Solondz first introduces us to protagonist Abe, a hard to like schlub played with skill and conviction by Broadway and television regular Jordan Gelber, at a party as he tries to chat up the drugged up and emotionally blank Miranda (Selma Blair). Invasive and high energy pop plays in the background as Abe struggles to get some sort of response and ultimately a phone number out of Miranda. Following this introductory episode we begin to see more of Abe’s life, a stunted and depressed life in which he lives in a permanent state of arrested development.
Abe lives at home and works for his father (Christopher Walken), but he firmly asserts that this hiring is not the result of nepotism, he really is the best man for the job. The evidence at hand would suggest otherwise though. As Abe pouts and sulks his way through interactions with his parents and co-workers he reveals himself to be something of a man-baby but the comedy derived from this is not as broad is it may sound, we are not in the realms of Kevin James-esque comedy here. A dark and somewhat unsettling tone pervades everything and the almost trademark Solondz awkwardness is here in spades.
There is something oddly sweet at the heart of the film though as Abe tries to woo Miranda, in the only way he knows how, with earnest attempts at ‘acting cool’ and impressing her. Miranda’s blank stare reveals little but once she decides to completely give up on life she realises that the only option is to therefore get married and have children (Blair’s delivery of this decision to Abe is one of the film’s funniest moments).
Abe is a willing suitor and once the two kiss, Miranda commenting that it “wasn’t so terrible”, their relationship begins to develop. Quite a few obstacles are placed in their way, Miranda’s Hepatitis B, former boyfriend Mahmoud (Aasif Mandvi) and the fact that Miranda doesn’t actually appear to like Abe let alone love him, but Abe perseveres with her, seeing their marriage as a necessary forward step in his life.
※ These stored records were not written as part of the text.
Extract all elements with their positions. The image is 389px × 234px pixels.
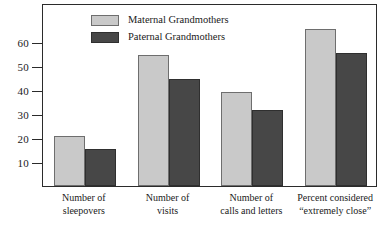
bar-maternal [221, 92, 252, 186]
x-axis-category-label-line: calls and letters [210, 204, 294, 217]
legend-label: Maternal Grandmothers [128, 14, 229, 26]
legend-item: Maternal Grandmothers [91, 13, 261, 27]
y-axis-tick-mark [32, 67, 42, 68]
plot-frame: Maternal GrandmothersPaternal Grandmothe… [42, 4, 377, 187]
x-axis-category-label-line: sleepovers [42, 204, 126, 217]
bar-chart: 605040302010 Maternal GrandmothersPatern… [0, 0, 389, 234]
legend-label: Paternal Grandmothers [128, 31, 225, 43]
y-axis-tick-mark [32, 163, 42, 164]
bar-maternal [305, 29, 336, 186]
chart-legend: Maternal GrandmothersPaternal Grandmothe… [91, 13, 261, 47]
x-axis-labels: Number ofsleepoversNumber ofvisitsNumber… [42, 191, 377, 234]
x-axis-category-label-line: “extremely close” [293, 204, 377, 217]
x-axis-category-label: Number ofsleepovers [42, 191, 126, 217]
bar-maternal [138, 55, 169, 186]
y-axis-tick-label: 30 [18, 110, 32, 121]
bar-maternal [54, 136, 85, 186]
bar-paternal [252, 110, 283, 186]
x-axis-category-label: Number ofcalls and letters [210, 191, 294, 217]
y-axis-tick-mark [32, 43, 42, 44]
y-axis-tick-mark [32, 91, 42, 92]
y-axis: 605040302010 [0, 0, 42, 188]
bar-paternal [169, 79, 200, 186]
y-axis-tick-mark [32, 139, 42, 140]
bar-paternal [336, 53, 367, 186]
legend-swatch-maternal [91, 15, 119, 26]
bar-paternal [85, 149, 116, 186]
y-axis-tick-label: 60 [18, 38, 32, 49]
x-axis-category-label: Number ofvisits [126, 191, 210, 217]
x-axis-category-label-line: Percent considered [293, 191, 377, 204]
x-axis-category-label: Percent considered“extremely close” [293, 191, 377, 217]
y-axis-tick-label: 20 [18, 134, 32, 145]
y-axis-tick-label: 10 [18, 158, 32, 169]
x-axis-category-label-line: visits [126, 204, 210, 217]
x-axis-category-label-line: Number of [126, 191, 210, 204]
x-axis-category-label-line: Number of [42, 191, 126, 204]
legend-item: Paternal Grandmothers [91, 30, 261, 44]
bar-group [305, 5, 367, 186]
y-axis-tick-label: 50 [18, 62, 32, 73]
y-axis-tick-mark [32, 115, 42, 116]
x-axis-category-label-line: Number of [210, 191, 294, 204]
y-axis-tick-label: 40 [18, 86, 32, 97]
legend-swatch-paternal [91, 32, 119, 43]
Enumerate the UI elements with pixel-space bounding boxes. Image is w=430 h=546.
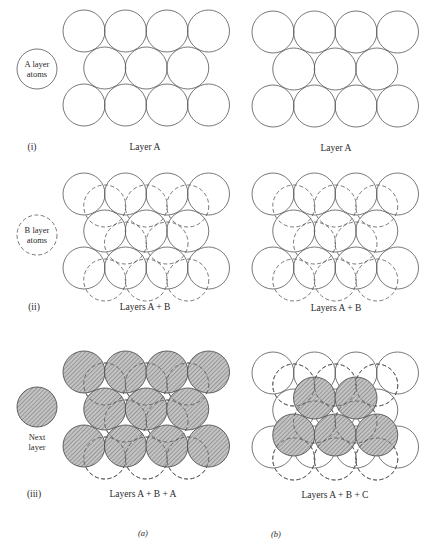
legend-b-layer: B layer atoms [17, 215, 57, 255]
a-layer-atom [377, 85, 419, 127]
next-layer-atom-icon [17, 387, 57, 427]
a-layer-atom [252, 11, 294, 53]
a-layer-atom [146, 84, 188, 126]
c-layer-atom [356, 414, 398, 456]
a-layer-atom [252, 173, 294, 215]
a-layer-atom [335, 11, 377, 53]
a-layer-atom [273, 210, 315, 252]
column-label-a: (a) [138, 528, 148, 538]
legend-a-line1: A layer [25, 59, 50, 69]
panel-b-iii-layers-abc [252, 352, 419, 480]
row-label-iii: (iii) [27, 489, 41, 500]
caption-a-i: Layer A [130, 142, 161, 152]
a-layer-atom [356, 48, 398, 90]
a-layer-atom [63, 247, 105, 289]
panel-a-ii-layers-ab [63, 173, 230, 301]
a-layer-atom [377, 11, 419, 53]
a-layer-atom [63, 173, 105, 215]
close-packing-figure: A layer atoms B layer atoms Next layer (… [0, 0, 430, 546]
a-layer-atom [273, 48, 315, 90]
legend-a-line2: atoms [27, 69, 47, 79]
a-layer-atom [335, 85, 377, 127]
legend-next-layer: Next layer [17, 387, 57, 452]
legend-b-line2: atoms [27, 235, 47, 245]
row-label-ii: (ii) [28, 302, 40, 313]
a-layer-atom [146, 10, 188, 52]
a-layer-atom [84, 47, 126, 89]
a-layer-atom [252, 247, 294, 289]
a-layer-atom [252, 352, 294, 394]
a-layer-atom [84, 388, 126, 430]
a-layer-atom [125, 47, 167, 89]
a-layer-atom [105, 84, 147, 126]
a-layer-atom [84, 210, 126, 252]
panel-a-iii-layers-aba [63, 351, 230, 479]
legend-next-line1: Next [29, 432, 46, 442]
a-layer-atom [63, 351, 105, 393]
panel-b-i-layer-a [252, 11, 419, 127]
panel-b-ii-layers-ab [252, 173, 419, 301]
caption-a-ii: Layers A + B [120, 302, 170, 312]
a-layer-atom [63, 84, 105, 126]
panel-a-i-layer-a [63, 10, 230, 126]
a-layer-atom [294, 11, 336, 53]
caption-b-i: Layer A [321, 143, 352, 153]
caption-a-iii: Layers A + B + A [110, 489, 177, 499]
caption-b-ii: Layers A + B [311, 303, 361, 313]
a-layer-atom [188, 10, 230, 52]
legend-b-line1: B layer [25, 225, 50, 235]
legend-a-layer: A layer atoms [17, 49, 57, 89]
a-layer-atom [167, 47, 209, 89]
a-layer-atom [294, 85, 336, 127]
a-layer-atom [63, 10, 105, 52]
a-layer-atom [63, 425, 105, 467]
a-layer-atom [314, 48, 356, 90]
row-label-i: (i) [28, 142, 37, 153]
legend-next-line2: layer [29, 442, 46, 452]
a-layer-atom [252, 85, 294, 127]
a-layer-atom [105, 10, 147, 52]
column-label-b: (b) [271, 529, 281, 539]
caption-b-iii: Layers A + B + C [302, 490, 369, 500]
a-layer-atom [188, 84, 230, 126]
A small step though, he intends for them to live in his parents home and for little about their lives to actually change.
Things quickly begin spiralling towards a bleak climax and any early empathy or tenderness in the script is blown away by the pretty merciless and blackly comic denouement. This descent towards a unsurprisingly dark ending is filled with a number of fantasy sequences in which Abe imagines scenarios in his life seemingly filtered through an almost cinematic idea of how people behave. Mild mannered secretary Marie (Donna Murphy) becomes a highly sexed vamp for instance, a role that Murphy seems to relish, and the act of returning a toy Abe purchased at Toys “R” Us (the name obscured but still reasonably identifiable) becomes a sisyphean task which ends with a fantasized version of his nemesis, Mahmoud, delivering a speech that strikes at the wider themes Solondz is clearly tackling.
Abe is microcosmic in the film of a wider idea that Solondz is engaging with, a strain of infantilization and sense of entitlement in the modern male that makes for fascinating thematic fodder but also a lot of uncomfortable and dark comedy. Garish décor in the production design and super saturated RED cinematography all add to this ugly world that Solondz constructs but in many ways it doesn’t feel as intense in its ruthlessness as something like Welcome to the Dollhouse or as fantastical as something like Palindromes or parts of Life During Wartime. This is more like a microscope intently focused on the real world and under this kind of magnification Solondz highlights that it’s ugly, dark, unsettling and occasionally very funny.
[Rating:4/5]
Dark Horse is playing as part of the London Film Festival on the 14th, 16th and 17th of October.